Transparency among buyers and sellers can prevent the Google/Facebook duopoly and spur innovation.
Part 3 of a series on programmatic market transparency.
In part 1 of this series, we outlined the three conditions that we see as necessities for the programmatic marketplace to remain in balance for years to come.
In part 2, avoiding another RTB Unicorn, we discussed how improved transparency between buyer and seller will lead to a healthier and more sustainable marketplace for sellers. In part 3, we will cover how transparency will help both sides to use tech to better effect desired outcomes and fuel innovation.
Transparency facilitates and encourages balance in use of programmatic technology.
As programmatic technology has evolved, particularly with the early focus exclusively on audience acquisition, buyers — particularly performance buyers — were early adopters of technology and data-driven buying (and were generally successful). Sellers, meanwhile, felt they were getting screwed. Publishers ran for the hills as the buy side cherry-picked their inventory and left the rest for dead. Buyers had learned how to leverage this new technology and data and profited. No value was placed on content or who created the audience. The data-driven “profile/segment” was all that mattered to the buyer and these performance buyers were generally happy, particularly with the last click attribution. Publishers struggled to keep up because publisher technology lagged (due to lack of investment and an unwillingness for publishers to pay for technology). As a result, publishers lacked the ability to access and leverage their own trading data to assess the true value of their users. Publishers were scared because they “didn’t know” and the path ahead wasn’t well lit.
Sellers now have access to affordable tech to help them make the best use of their trading data for programmatic yield management. It’s in their best interest to use it and get back on equal footing. Tools to shed light on their exchange data to inform better decisioning, optimize pricing, and maximize deals with buyers are well within reach and relatively easy to use. So with the affordable tech problem out of the way, publishers have turned their attention to taking command of their trading data – this is the data about their commerce inside the exchanges as well as the trading data from other channels. Owning the analysis and interpretation of what story this data tells them each day is the new business of yield management and some publishers are getting very good at it.
Simultaneously, buyers are increasingly willing to pay higher CPMs for ‘higher’ quality inventory.
It is hoped that buyer recognition of value and publisher confidence in programmatic will deliver the dream of “the good stuff” getting placed into programmatic and continued market growth. Once publishers have ability to leverage their trading data from all their monetization channels and understand the value of their inventory– from exchanges to the app du jour — they will understand how to best value user attention and become more confident in the value they receive from programmatic channels. Without this understanding, publishers will struggle to keep up with monetization as buyers chase audiences across new apps, networks and sites. Today, the average seller has to manage yield across several display exchanges, a video exchange, a mobile exchange, maybe uses native content in the latest app or any number of other channels. If publishers can’t get a handle on how to best place and value inventory in this complex new reality, they will likely withhold quality inventory from programmatic channels and keep this inventory locked inside of insertion orders.
The lack of quality programmatic inventory is a serious buyer problem. The buy side has a strong preference to leverage these channels with their targeting and productivity efficiencies. The buy side is also very concerned that Google and Facebook have a duopoly on quality inventory and, as a result, pricing.
Now that the technology is here for both sides to leverage data across all of their respective buying or selling channels (remember the buy side also has similar fragmentation across a myriad of channel sources), the requisite information must flow between the two to make sure that each counter-party is delivering on its promise and reaching its objectives — and leveraging its respective technology tools across all of these highly trackable and sometimes ephemeral channels to manage ROI and yield. If this two-way transparency exists, buyers sellers, and even entrepreneurs, can continue to test out new things, scale them, and insure they serve their customers well.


INSTRUCTIONS TO FOLLOW:
All lines with the word "that" are to be found and copied from the listing.

RECORDS FOR THE EXERCISE:
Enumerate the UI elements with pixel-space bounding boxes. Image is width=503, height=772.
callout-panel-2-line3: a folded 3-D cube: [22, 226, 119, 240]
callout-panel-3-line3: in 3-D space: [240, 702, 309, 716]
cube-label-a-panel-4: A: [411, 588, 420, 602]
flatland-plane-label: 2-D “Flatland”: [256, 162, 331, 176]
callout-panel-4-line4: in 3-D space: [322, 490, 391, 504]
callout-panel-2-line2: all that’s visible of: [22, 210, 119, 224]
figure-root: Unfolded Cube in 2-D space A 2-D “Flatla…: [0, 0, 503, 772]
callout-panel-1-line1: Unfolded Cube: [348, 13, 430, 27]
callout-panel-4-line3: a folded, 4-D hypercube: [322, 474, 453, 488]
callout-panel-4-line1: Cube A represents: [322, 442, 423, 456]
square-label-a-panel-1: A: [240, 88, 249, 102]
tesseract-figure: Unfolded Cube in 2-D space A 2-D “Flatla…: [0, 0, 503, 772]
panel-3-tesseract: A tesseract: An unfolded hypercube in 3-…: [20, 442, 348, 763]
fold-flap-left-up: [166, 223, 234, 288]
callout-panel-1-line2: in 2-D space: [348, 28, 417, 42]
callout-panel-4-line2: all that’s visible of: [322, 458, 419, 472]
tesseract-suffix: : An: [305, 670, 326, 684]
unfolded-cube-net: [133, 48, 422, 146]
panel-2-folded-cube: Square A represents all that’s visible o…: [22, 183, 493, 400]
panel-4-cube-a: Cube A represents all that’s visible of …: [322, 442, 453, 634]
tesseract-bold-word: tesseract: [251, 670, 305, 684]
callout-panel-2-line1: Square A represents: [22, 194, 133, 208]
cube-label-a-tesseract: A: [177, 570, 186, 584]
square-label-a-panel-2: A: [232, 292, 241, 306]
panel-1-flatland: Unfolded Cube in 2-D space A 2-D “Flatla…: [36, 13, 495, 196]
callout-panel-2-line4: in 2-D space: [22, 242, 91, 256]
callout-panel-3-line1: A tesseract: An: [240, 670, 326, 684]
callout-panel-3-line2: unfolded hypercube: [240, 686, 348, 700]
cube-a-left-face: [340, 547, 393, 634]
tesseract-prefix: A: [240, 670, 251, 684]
...
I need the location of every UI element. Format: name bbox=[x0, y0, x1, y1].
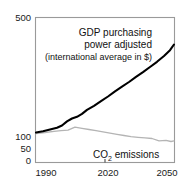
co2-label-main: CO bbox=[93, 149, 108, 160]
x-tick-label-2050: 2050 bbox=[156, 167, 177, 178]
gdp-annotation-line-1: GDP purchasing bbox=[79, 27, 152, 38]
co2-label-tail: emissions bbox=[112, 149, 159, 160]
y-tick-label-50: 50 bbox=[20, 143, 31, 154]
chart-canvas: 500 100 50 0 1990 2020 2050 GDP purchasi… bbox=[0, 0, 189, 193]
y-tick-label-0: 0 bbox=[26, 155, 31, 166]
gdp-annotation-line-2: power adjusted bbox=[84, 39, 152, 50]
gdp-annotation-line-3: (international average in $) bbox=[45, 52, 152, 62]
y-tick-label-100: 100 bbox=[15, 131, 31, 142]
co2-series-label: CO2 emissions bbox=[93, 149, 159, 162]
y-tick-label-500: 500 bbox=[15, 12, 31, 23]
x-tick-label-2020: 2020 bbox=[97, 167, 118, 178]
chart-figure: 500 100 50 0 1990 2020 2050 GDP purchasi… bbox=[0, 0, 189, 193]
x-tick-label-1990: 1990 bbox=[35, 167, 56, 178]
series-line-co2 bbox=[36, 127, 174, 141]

SOLUTION BELOW:
callout-panel-2-line2: all that’s visible of: [22, 210, 119, 224]
callout-panel-4-line2: all that’s visible of: [322, 458, 419, 472]
panel-2-folded-cube: Square A represents all that’s visible o…: [22, 183, 493, 400]
panel-4-cube-a: Cube A represents all that’s visible of …: [322, 442, 453, 634]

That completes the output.